The Parent-Infant Foundation has published a new report, ‘Who is holding the baby?’, which explores the current landscape of specialised parent-infant relationship teams across the UK.
This research, launched as part of Infant Mental Health Awareness Week (June 9-15), brings fresh insight into the progress made – and the problems that still exist – in supporting babies’ earliest relationships.
For maternity professionals working with families from pregnancy onwards, the findings offer insight into the support available for babies experiencing early relational difficulties – and the areas where more support is urgently needed.
The report is a must-read for any professional working in postnatal care, capturing both inspiring progress and enduring inequalities in access to vital services.
What did the report find?
Drawing on questionnaire responses from parent-infant teams and Freedom of Information requests to mental health trusts, the report identifies the following:
Substantial growth, but not enough
There are now 49 parent-infant teams across the UK – up from 27 in 2019 – with many more in development. This growth has been driven by local champions, including clinicians and commissioners, as well as national initiatives like Start for Life and the Perinatal and Infant Mental Health Board. However, despite this progress, specialist support is still unavailable in many localities, and national funding remains inconsistent.
Teams vary widely in structure and reach
Parent-infant teams have evolved in diverse ways, often adapting creatively to local needs and funding streams – including public health, CAMHS, children’s services and the voluntary sector. The number of families supported directly by these teams ranges from fewer than 25 to over 300 annually. Start for Life has led to more services at universal and targeted levels, but specialist provision for complex needs remains limited.
Demand far outweighs capacity
It’s estimated that current teams support just 4-6% of babies who would benefit from specialist intervention – around 4,400-6,500 families per year. In CAMHS, most services still report fewer than 10 referrals a year for children under two.
What support looks like
Teams offer a formulation-led mix of evidence-based interventions, tailored to each family’s needs. Common approaches include video feedback, Circle of Security, and parent-infant psychotherapy. Many interventions are dyadic, involving parent and baby together. A third of teams also offer parental mental health support to help parents engage more fully with relational work.
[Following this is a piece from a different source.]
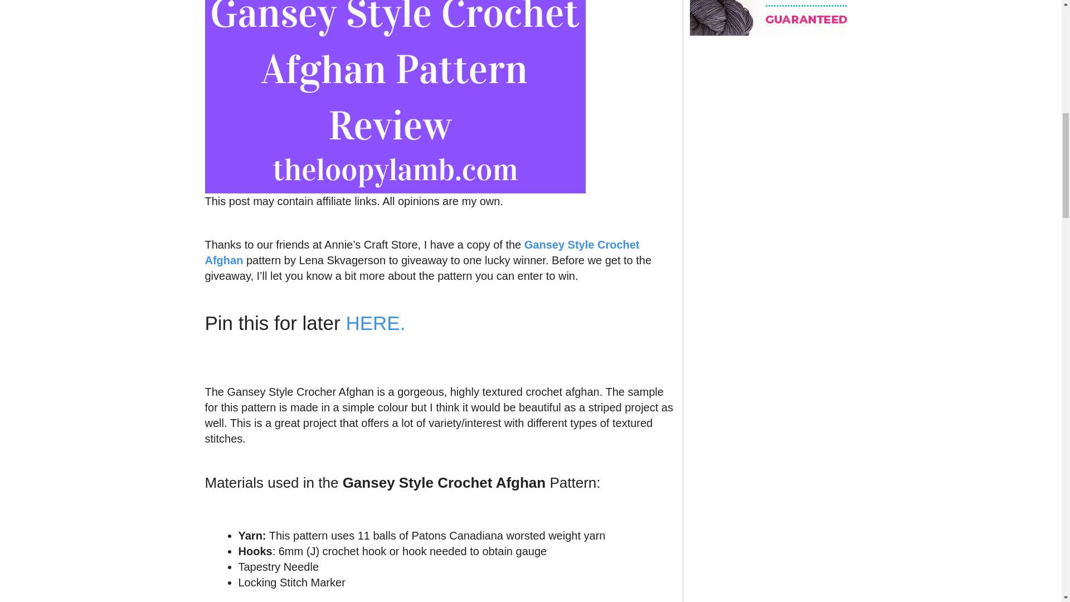  I want to click on HERE., so click(376, 323).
System-wide impact through collaboration
Beyond direct work with families, parent-infant teams play a vital role in upskilling the wider workforce. In the past year alone, teams provided consultation to over 2,000 professionals, supervision to over 1,500, and training to over 40,000 – enhancing the system’s capacity to support early relationships.
Collaborative working with perinatal services
Around half of teams share referral pathways with perinatal mental health services, and many collaborate on care planning, supervision and reflective spaces. This joint working supports timely, holistic care for families.
Highly skilled multidisciplinary teams
Parent-infant teams are led by consultant-level clinicians and staffed by experienced professionals, including clinical psychologists, child psychotherapists, health visitors, social workers, midwives and others. These teams bring a specialist focus on pregnancy to age two, though some also work with older children, sometimes diluting the focus on infants.
Who’s included? Who’s missing?
Most teams work primarily with mothers and their babies, and data on fathers’ involvement is limited. Some teams are making efforts to better engage fathers, but others lack the systems to track or record this. Similarly, babies in the child protection system – among the most vulnerable – are not consistently prioritised, although many teams do accept referrals for these families and work with children’s social care where possible.
Hearing from parents, and from babies
Around half of teams involve parents in service design and feedback. Encouragingly, most also report that the baby’s voice is central to their practice – whether in assessments, consultations or decision-making forums – seeking to represent what babies might express if they could speak for themselves.
Why does this matter for maternity professionals?
A baby’s brain develops faster during pregnancy and the first two years than at any other time in life. The quality of early relationships has profound, lifelong implications for mental and physical health. When those relationships are strained, babies need urgent help.
Parent-infant teams provide that support, working with families facing complex challenges. They also support wider services, including midwifery, to recognise and respond to early relational difficulties.
For maternity professionals, this report is a valuable resource in understanding what support might exist locally, and in advocating for improved access to these essential services.